The compose setup uses a persistent volume for runtime client builds:
- Volume:
overlord-client-build-cache - Mount:
/app/client-build-cache - Env:
OVERLORD_CLIENT_BUILD_CACHE_DIR(default/app/client-build-cache)
To use Let's Encrypt certificates in production Docker:
- Set
OVERLORD_TLS_CERTBOT_ENABLED=true - Set
OVERLORD_TLS_CERTBOT_DOMAIN=your-domain.com - Mount letsencrypt into the container read-only, e.g.

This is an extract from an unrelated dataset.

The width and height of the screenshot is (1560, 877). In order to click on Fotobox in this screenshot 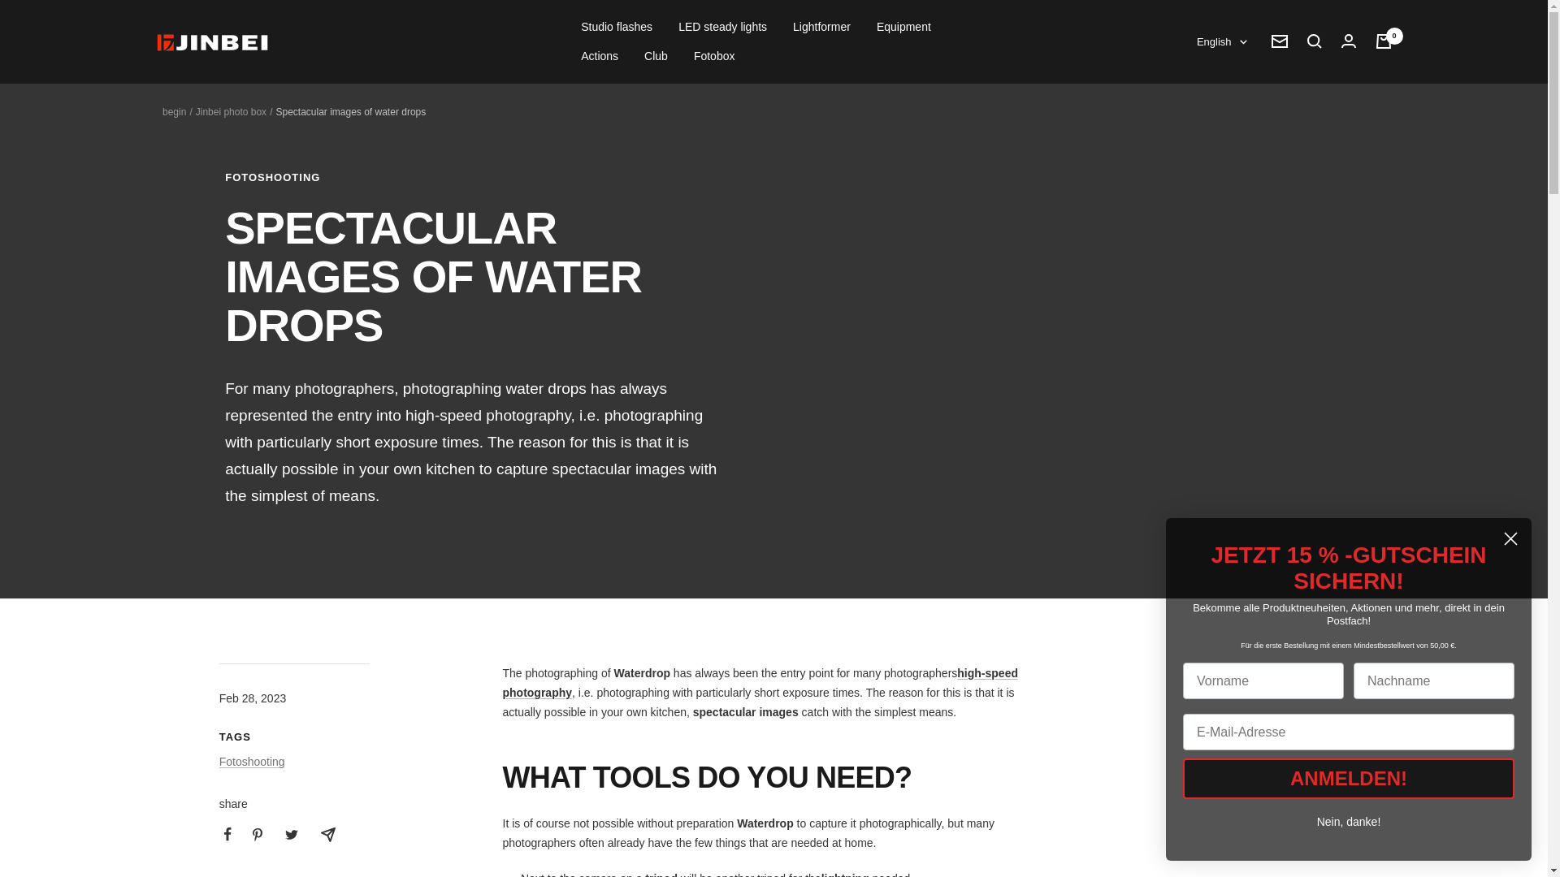, I will do `click(714, 56)`.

/etc/letsencrypt:/etc/letsencrypt:ro
Default cert paths:
cert: /etc/letsencrypt/live/<domain>/fullchain.pem
key: /etc/letsencrypt/live/<domain>/privkey.pem
ca: /etc/letsencrypt/live/<domain>/chain.pem
Override with:
OVERLORD_TLS_CERTBOT_LIVE_PATHOVERLORD_TLS_CERTBOT_CERT_FILEOVERLORD_TLS_CERTBOT_KEY_FILEOVERLORD_TLS_CERTBOT_CA_FILE
If your platform terminates TLS before traffic reaches Overlord (Render, Caddy, nginx, etc.), set:
OVERLORD_TLS_OFFLOAD=true
OVERLORD_HEALTHCHECK_URL=http://localhost:5173/health
OVERLORD_PUBLISH_HOST=127.0.0.1
When enabled:
- Container serves internal HTTP on
0.0.0.0:$PORT - External URL stays
https://...through your platform proxy - Health checks should use
http://localhost:$PORT/healthinside the container - Don't expose the internal container HTTP port directly to the internet
If the dashboard, audit log, or IP bans show all agents as 172.x.x.x (or some other proxy/bridge IP), something between the agent and Bun is rewriting the source IP. Two independent flags govern this:
OVERLORD_TLS_OFFLOAD— TLS terminates at the proxy; Overlord runs plain HTTP internally.OVERLORD_TRUST_PROXY— honorX-Forwarded-For/X-Real-IP/CF-Connecting-IPso dashboard/audit/IP-bans see the real client. Auto-enabled whenTLS_OFFLOAD=true.
Common shapes:
| Setup | TLS_OFFLOAD |
TRUST_PROXY |
|---|---|---|
| Domain, no proxy (Linux host networking; certbot inside Overlord; Cloudflare DNS-only) | false |
false |
| Domain, proxy does TLS (Render, nginx terminating TLS → http upstream) | true |
auto (true) |
Domain, proxy in front but Overlord still does TLS (Cloudflare orange-cloud Full Strict; nginx with proxy_pass https://) |
false |
true |
Only enable OVERLORD_TRUST_PROXY when a trusted reverse proxy is in front. If Overlord is directly exposed and you enable it, agents can spoof their source IP by sending their own X-Forwarded-For header, breaking IP bans and audit accuracy. The upstream proxy also has to be configured to inject the header (Cloudflare does by default; nginx/Caddy/Traefik need explicit directives).
If you're using docker-compose.windows.yml or docker-compose.quickstart.yml (Docker Desktop bridge networking) with no reverse proxy, Docker itself rewrites source IPs to the bridge gateway and there is no header to recover from — TRUST_PROXY cannot help. Either switch to Linux host networking or put a real reverse proxy in front.
- Keep
HOST=0.0.0.0inside the container. Limit exposure withOVERLORD_PUBLISH_HOST, not the bind host. - If your
.envsecret/password contains$, escape it as$$to avoid Docker Compose variable-expansion warnings.